Civil-Society

Leading Civil Society Organizations (CSOs) in Nigeria have called on the joint conference committee set up by the debate and House of Representatives to adopt the lower chamber’s position on electoral transmission.

The Coalition’s position was contained in a statement on Senate’s Revised Clause 60(3) on Electronic Transmission, jointly issued by Centre for Media and Society (CEMESO), The Kukah Centre, International Press Centre (IPC), Elect Her, Nigerian Women Trust Fund, TAF Africa and Yiaga Africa.

While noting that the electronic transmission with embedded loopholes undermines electoral integrity, the group maintained that the “conditions in the clause signals electoral setback and it weakens the safeguards in the 2022 Electoral Act.

“The position of the House of Representatives on electoral transmission should be adopted.

“On February 10th, the Senate at its emergency plenary session rescinded its earlier decision on electronic transmission and adopted a provision to permit electronic transmission of polling unit results under Clause 60(3) in the Electoral Bill.

“The revised clause now mandates electronic transmission of results from polling units,” as long as it does not fail,” while designating Form EC8A as the primary source of election results.

“Additionally, the Senate has expanded its conference committee membership from six to twelve members to align with the House of Representatives.

The undersigned CSO advancing electoral integrity welcomes the Senate’s decision to rescind its earlier rejection of mandatory electronic transmission of election results from polling units.

“However, we express serious concerns about the following insertions in Clause 60(3); the ‘Failure’ Clause creates dangerous ambiguity: The conditional language “provided if it fails and it becomes impossible to transmit” introduces troubling discretion in the results management process.

“The bill does not define what constitutes failure, how such failure is to be documented, or what verification mechanisms must apply. In the absence of clear safeguards, this clause risks creating a loophole that could undermine the very purpose of electronic transmission.

“Form EC8A as ‘Primary Source’: A Question of Hierarchy: A Question of Hierarchy: Designating Form EC8A as the primary source of results may confirm that polling unit results are legally important.

“However, it raises concerns about the legality and enforceability of electronically transmitted results. If the electronic copy is not treated equally, its value as a transparency safeguard could be weakened.

“Electronic transmission is not a symbolic reform. It is a structural safeguard designed to reduce manipulation between polling unit declaration and collation. Its strength lies in creating an immediate, verifiable audit trail. Making it optional or conditionally applied weakens its deterrent effect.

“The undersigned civil society organisations therefore call on the Conference Committee of the National Assembly to: 1. Adopt the provision on mandatory electronic transmission as passed by the House of Representatives with proposed modification.

“The designated election official shall electronically transmit all election results in real time, including the number of accredited voters, directly from the polling units and collation centres to a public portal, and the transmitted result shall be used to verify any other result before it is collated.

“Adopt the position of the House of Representatives, which approves downloadable missing and unissued voters’ cards to prevent potential voter disenfranchisement. Ensure meaningful civil society and technical expert participation in the conference committee deliberations.

“Nigerian citizens have demonstrated through consistent advocacy that they demand and deserve transparent, credible elections. The Senate’s reversal shows that sustained civic pressure produces results. However, the work is not complete.

“We call on all Nigerians civil society organisations, media, and technology experts. political parties, and citizens to remain vigilant and engaged as this legislation moves through the conference committee. The details matter. The credibility of future elections depends on getting this right.”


### Description of the task
Pull out of the data below the stretch of lines bounded by the one containing "This screenshot has height=700, width=1386." and the one containing "Task: Click on the label: RP", both bounds included, unchanged.
════
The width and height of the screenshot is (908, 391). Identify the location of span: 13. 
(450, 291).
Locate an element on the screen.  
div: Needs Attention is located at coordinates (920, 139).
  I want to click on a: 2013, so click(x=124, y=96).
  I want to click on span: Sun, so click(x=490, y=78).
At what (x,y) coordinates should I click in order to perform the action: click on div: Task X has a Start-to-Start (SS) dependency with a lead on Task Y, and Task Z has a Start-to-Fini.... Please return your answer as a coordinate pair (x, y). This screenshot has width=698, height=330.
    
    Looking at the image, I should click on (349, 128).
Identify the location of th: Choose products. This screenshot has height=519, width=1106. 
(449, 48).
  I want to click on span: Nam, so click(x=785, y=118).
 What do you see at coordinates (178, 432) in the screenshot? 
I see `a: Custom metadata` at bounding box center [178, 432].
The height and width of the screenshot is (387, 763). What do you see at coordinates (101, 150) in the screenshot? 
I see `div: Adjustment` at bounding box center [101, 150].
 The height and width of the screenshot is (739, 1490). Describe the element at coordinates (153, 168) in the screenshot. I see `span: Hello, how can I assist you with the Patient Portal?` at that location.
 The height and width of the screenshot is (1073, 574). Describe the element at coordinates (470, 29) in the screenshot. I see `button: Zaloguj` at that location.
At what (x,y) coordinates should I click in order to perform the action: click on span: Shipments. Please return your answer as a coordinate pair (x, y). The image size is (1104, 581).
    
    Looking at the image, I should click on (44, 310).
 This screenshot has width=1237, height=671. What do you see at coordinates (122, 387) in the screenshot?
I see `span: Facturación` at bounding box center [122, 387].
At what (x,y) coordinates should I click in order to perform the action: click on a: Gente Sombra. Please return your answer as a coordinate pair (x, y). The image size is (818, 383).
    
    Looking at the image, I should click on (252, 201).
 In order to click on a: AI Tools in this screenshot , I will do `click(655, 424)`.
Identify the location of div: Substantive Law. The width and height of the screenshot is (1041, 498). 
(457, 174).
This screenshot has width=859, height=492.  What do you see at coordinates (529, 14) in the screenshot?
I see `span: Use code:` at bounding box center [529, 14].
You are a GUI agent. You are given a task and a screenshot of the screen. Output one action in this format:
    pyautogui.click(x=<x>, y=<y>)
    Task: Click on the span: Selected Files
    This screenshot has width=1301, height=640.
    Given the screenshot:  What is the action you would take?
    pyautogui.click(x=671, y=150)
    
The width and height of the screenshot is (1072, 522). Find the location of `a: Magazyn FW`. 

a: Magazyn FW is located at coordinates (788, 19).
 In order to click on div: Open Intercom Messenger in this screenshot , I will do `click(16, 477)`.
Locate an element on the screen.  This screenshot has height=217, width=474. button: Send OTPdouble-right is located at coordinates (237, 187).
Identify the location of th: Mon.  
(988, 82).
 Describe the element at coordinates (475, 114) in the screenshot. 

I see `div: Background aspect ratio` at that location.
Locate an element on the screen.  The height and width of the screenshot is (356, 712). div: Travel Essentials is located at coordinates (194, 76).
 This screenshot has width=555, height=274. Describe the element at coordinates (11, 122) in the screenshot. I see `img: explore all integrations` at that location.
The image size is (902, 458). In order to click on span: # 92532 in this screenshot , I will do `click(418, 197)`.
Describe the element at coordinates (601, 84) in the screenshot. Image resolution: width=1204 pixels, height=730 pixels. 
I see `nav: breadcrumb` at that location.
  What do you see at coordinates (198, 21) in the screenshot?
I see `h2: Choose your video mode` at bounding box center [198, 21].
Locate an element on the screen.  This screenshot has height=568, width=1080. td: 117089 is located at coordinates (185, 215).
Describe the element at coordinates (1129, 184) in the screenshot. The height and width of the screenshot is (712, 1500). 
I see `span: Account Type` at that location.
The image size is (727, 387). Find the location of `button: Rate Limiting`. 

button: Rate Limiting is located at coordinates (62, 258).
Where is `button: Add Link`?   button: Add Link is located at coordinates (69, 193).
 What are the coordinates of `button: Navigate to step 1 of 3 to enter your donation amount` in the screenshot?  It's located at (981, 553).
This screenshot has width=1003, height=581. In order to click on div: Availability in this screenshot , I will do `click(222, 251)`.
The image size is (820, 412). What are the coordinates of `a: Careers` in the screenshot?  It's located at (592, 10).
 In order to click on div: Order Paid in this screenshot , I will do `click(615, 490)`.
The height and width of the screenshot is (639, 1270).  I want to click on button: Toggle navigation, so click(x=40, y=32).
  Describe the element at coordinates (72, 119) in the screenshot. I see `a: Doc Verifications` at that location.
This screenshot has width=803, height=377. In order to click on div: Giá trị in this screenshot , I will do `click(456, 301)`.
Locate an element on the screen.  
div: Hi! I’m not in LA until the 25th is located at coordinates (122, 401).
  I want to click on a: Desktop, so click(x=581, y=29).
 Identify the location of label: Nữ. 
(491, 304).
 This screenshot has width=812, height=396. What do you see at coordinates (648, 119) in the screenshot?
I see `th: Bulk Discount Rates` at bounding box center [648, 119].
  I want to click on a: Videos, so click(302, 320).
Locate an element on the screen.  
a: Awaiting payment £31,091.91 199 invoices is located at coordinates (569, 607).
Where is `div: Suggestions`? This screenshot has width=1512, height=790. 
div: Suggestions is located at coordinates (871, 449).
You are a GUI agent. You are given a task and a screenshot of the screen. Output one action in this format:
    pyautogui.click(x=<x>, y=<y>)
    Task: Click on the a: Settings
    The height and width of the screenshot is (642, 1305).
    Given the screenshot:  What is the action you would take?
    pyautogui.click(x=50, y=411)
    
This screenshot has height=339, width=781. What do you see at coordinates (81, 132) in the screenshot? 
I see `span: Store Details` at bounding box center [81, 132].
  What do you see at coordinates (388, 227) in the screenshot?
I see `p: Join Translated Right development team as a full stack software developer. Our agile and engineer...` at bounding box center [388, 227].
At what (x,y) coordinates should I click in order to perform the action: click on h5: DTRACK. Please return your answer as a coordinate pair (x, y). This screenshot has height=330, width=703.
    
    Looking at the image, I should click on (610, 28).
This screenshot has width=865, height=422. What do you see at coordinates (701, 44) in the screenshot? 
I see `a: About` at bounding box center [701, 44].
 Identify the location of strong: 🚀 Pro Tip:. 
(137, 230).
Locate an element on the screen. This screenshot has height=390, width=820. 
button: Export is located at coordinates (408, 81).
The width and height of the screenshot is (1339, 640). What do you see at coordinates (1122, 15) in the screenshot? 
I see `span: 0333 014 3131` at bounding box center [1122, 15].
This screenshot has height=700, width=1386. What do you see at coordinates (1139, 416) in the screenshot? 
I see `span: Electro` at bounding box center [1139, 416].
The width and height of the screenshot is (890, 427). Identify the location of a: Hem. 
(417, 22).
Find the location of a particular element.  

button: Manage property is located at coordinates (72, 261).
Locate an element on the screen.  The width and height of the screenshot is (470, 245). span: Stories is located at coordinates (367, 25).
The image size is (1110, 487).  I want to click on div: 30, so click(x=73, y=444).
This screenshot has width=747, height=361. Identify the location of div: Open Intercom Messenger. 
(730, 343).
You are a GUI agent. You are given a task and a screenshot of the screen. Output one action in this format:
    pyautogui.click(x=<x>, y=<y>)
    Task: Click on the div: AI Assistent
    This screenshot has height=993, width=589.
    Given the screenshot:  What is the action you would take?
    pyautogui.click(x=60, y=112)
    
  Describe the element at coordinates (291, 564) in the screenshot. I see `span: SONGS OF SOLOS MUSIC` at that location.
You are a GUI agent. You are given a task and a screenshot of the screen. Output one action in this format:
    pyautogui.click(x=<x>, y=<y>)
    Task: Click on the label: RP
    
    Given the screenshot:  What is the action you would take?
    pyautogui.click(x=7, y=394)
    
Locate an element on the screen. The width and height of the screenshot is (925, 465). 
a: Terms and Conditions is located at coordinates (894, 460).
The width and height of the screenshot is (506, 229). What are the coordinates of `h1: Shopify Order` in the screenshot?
════
### Response
This screenshot has height=700, width=1386. What do you see at coordinates (1139, 416) in the screenshot? 
I see `span: Electro` at bounding box center [1139, 416].
The width and height of the screenshot is (890, 427). Identify the location of a: Hem. 
(417, 22).
Find the location of a particular element.  

button: Manage property is located at coordinates (72, 261).
Locate an element on the screen.  The width and height of the screenshot is (470, 245). span: Stories is located at coordinates (367, 25).
The image size is (1110, 487).  I want to click on div: 30, so click(x=73, y=444).
This screenshot has width=747, height=361. Identify the location of div: Open Intercom Messenger. 
(730, 343).
You are a GUI agent. You are given a task and a screenshot of the screen. Output one action in this format:
    pyautogui.click(x=<x>, y=<y>)
    Task: Click on the div: AI Assistent
    This screenshot has height=993, width=589.
    Given the screenshot:  What is the action you would take?
    pyautogui.click(x=60, y=112)
    
  Describe the element at coordinates (291, 564) in the screenshot. I see `span: SONGS OF SOLOS MUSIC` at that location.
You are a GUI agent. You are given a task and a screenshot of the screen. Output one action in this format:
    pyautogui.click(x=<x>, y=<y>)
    Task: Click on the label: RP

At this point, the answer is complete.